Start of INFORMATION SHOWN
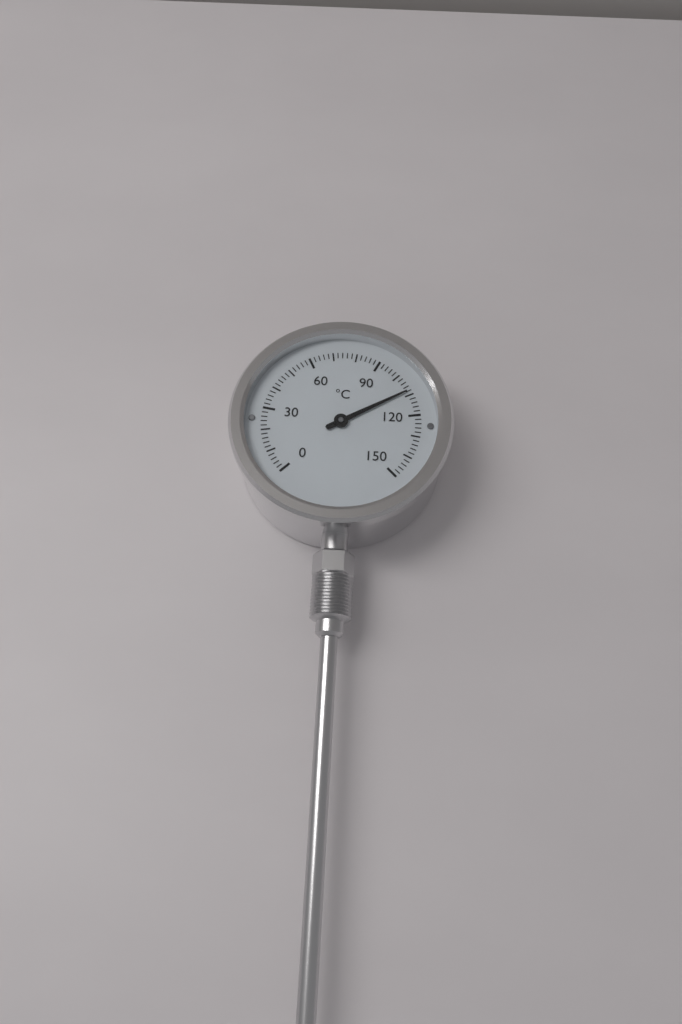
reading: 108 °C
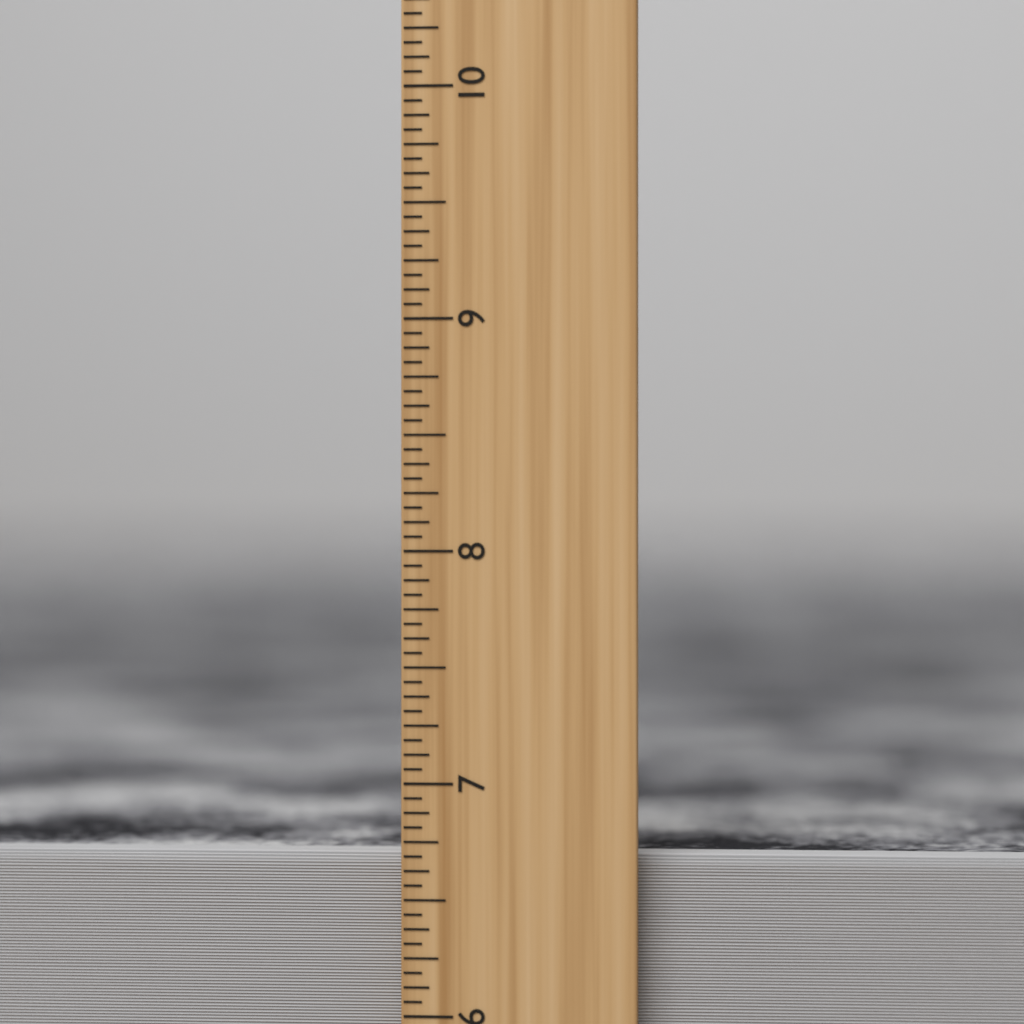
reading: 6.6875 inch
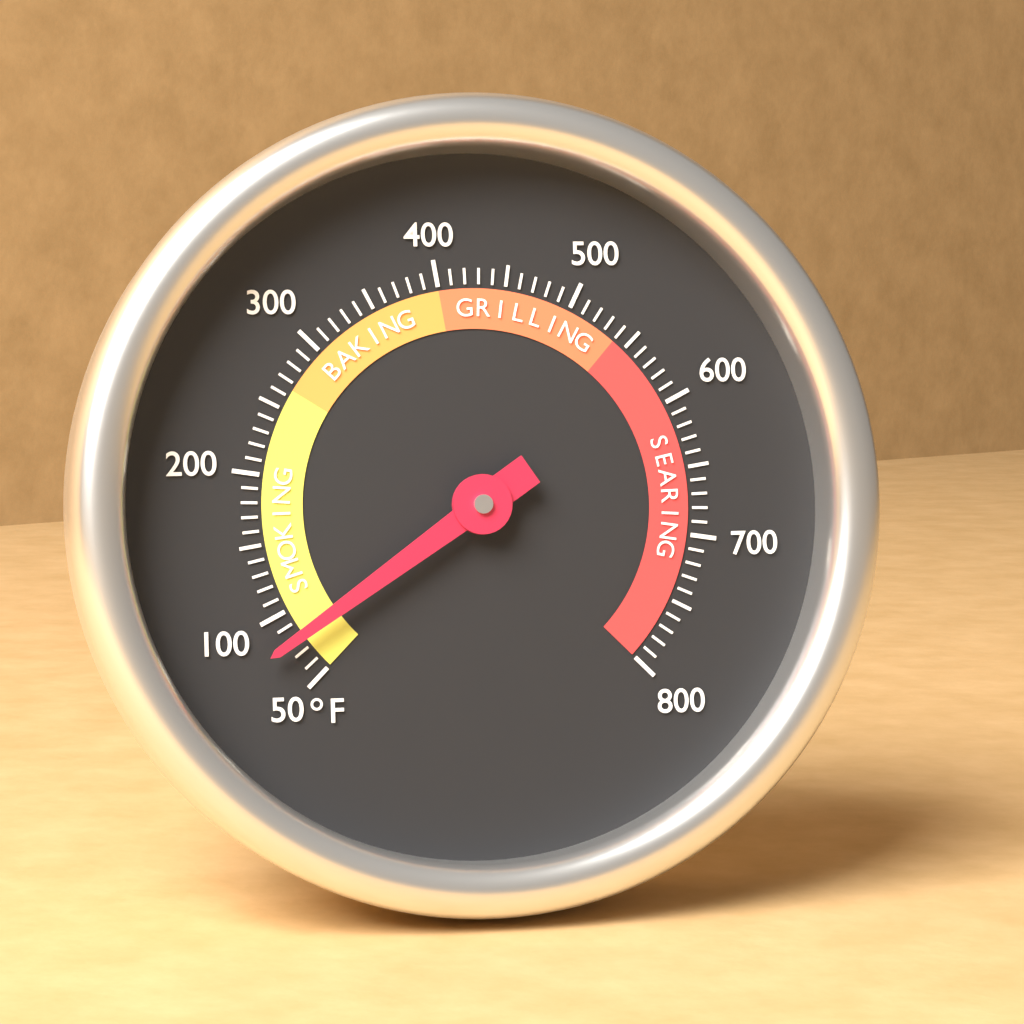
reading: 80 °F
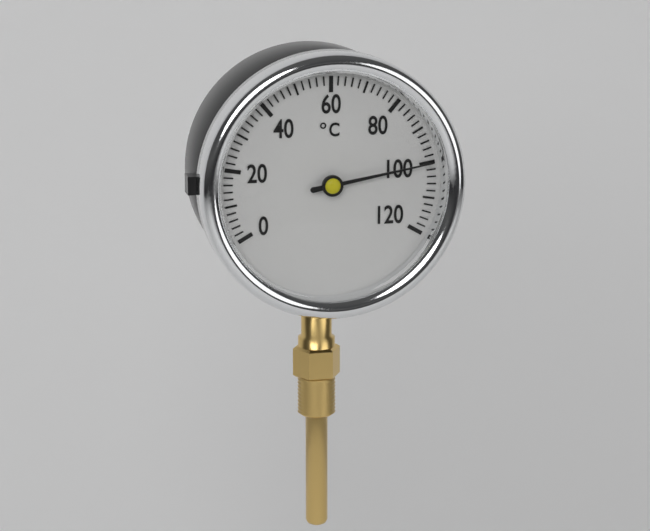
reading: 100 °C
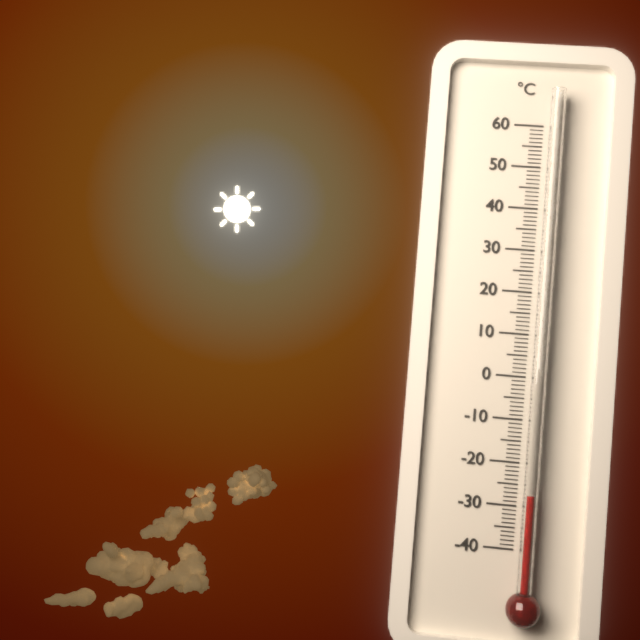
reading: -27 °C
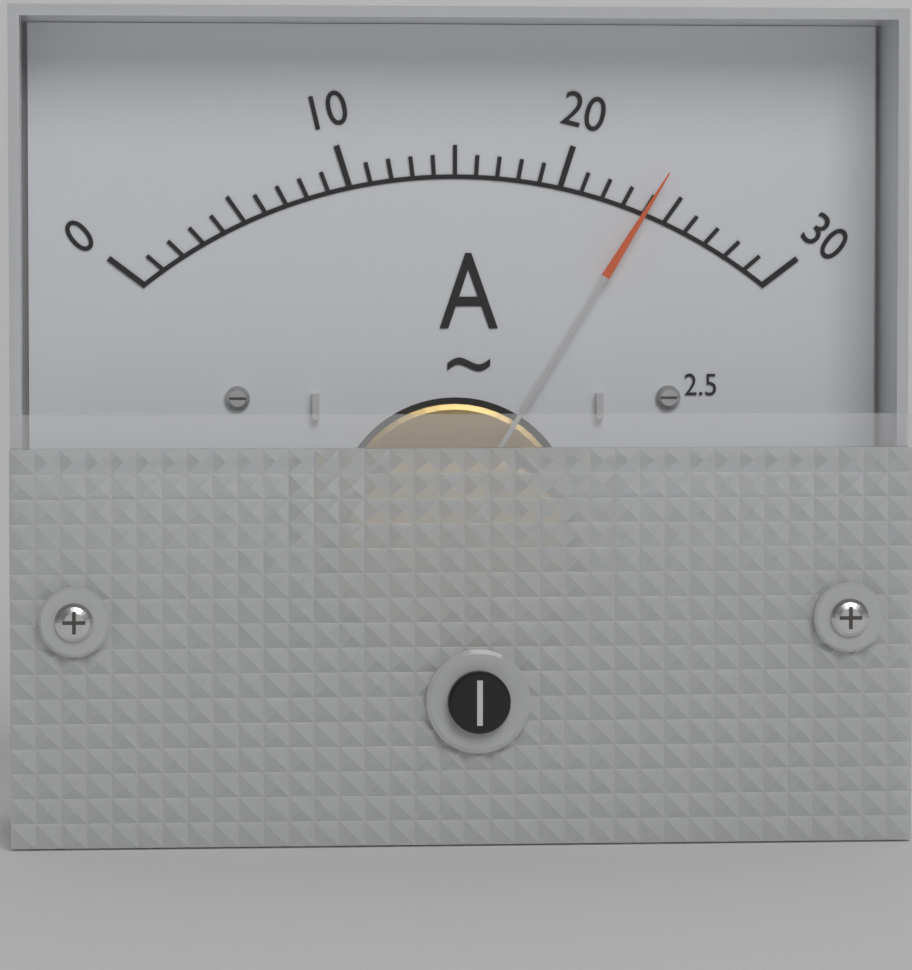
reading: 24 A
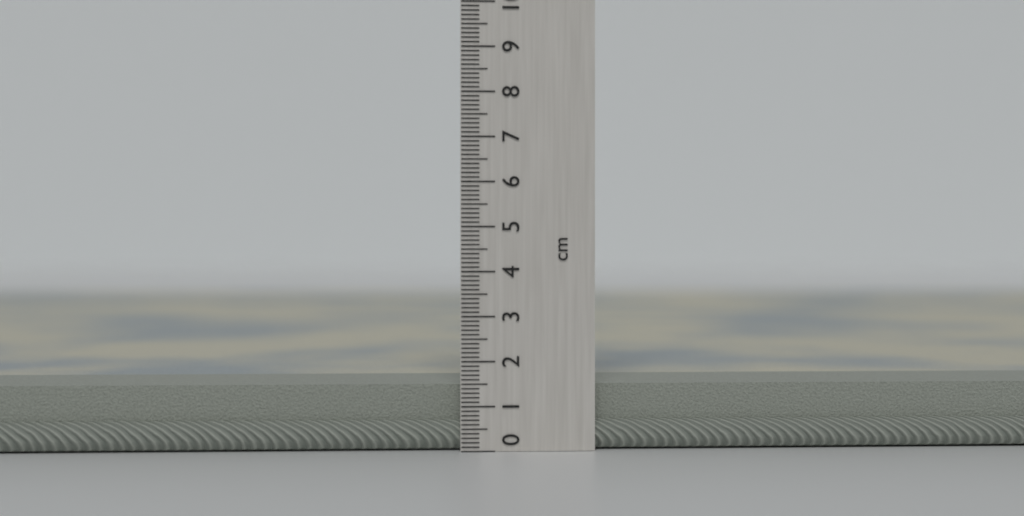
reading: 1.5 cm
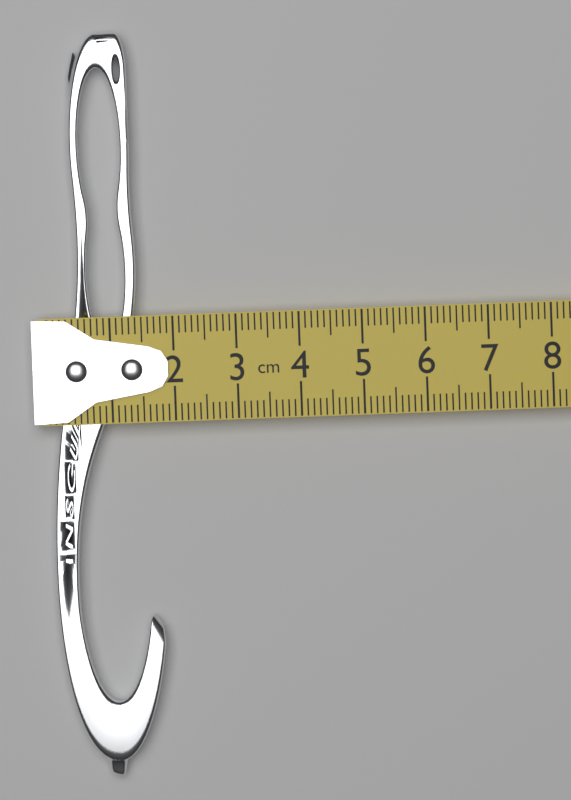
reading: 1.7 cm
End of INFORMATION SHOWN
Exact copy, no pictures: set down all the entries again as they stand.

reading: 108 °C
reading: 6.6875 inch
reading: 80 °F
reading: 100 °C
reading: -27 °C
reading: 24 A
reading: 1.5 cm
reading: 1.7 cm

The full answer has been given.